Sunday, October 4, 2009

New York's card check law.

Update: The State of New York and New York City have employed an evolving process of determining a unions majority status among public sector bargaining units. A secret ballot election is not required. William A. Herbert, Deputy Chair and Counsel, New York State Public Employment Relations Board presents a detailed, excellent, historical account of the successes of recognition without an election in public sector bargaining. To his credit he does not argue this historical data unqualifiedly supports private sector card check recognition. What he does suggest is the 50 years of historical data is relevant to the debate.
More after the jump
Mr. Herbert acknowledges, but glosses over, the differences in public sector bargaining and private sector bargaining. He provides no public sector equivalent to a contentious private sector organizing dispute in which an employer and significant numbers of employees oppose unionization.

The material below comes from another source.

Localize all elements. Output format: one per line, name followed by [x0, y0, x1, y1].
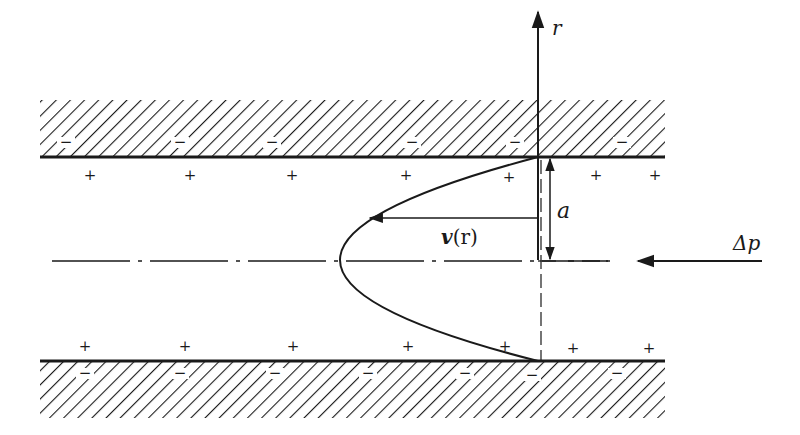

Public employers in New York face the reality of significant union density in the general population, and this was even more so in the 1950's and 1960's when most of the changes away from requiring secret ballot elections were introduced. There is a significant argument, also not discussed, that public sector employers favored unionization rather than opposed it. That situation is analogous to private sector employers who consent to neutrality agreements and do not oppose organizing efforts. They are free to recognize a union based upon a card check majority under current law. What EFCA does is compel the unwilling employer to do so. For almost 70 years the National Labor Relations Board [NLRB] and the Courts have held that a secret ballot election is the preferred method of determining whether a labor organization represents an un-coerced majority of the employees in a unit appropriate for collective bargaining. No one has provided a compelling argument to permit another way of doing that when an employer objects.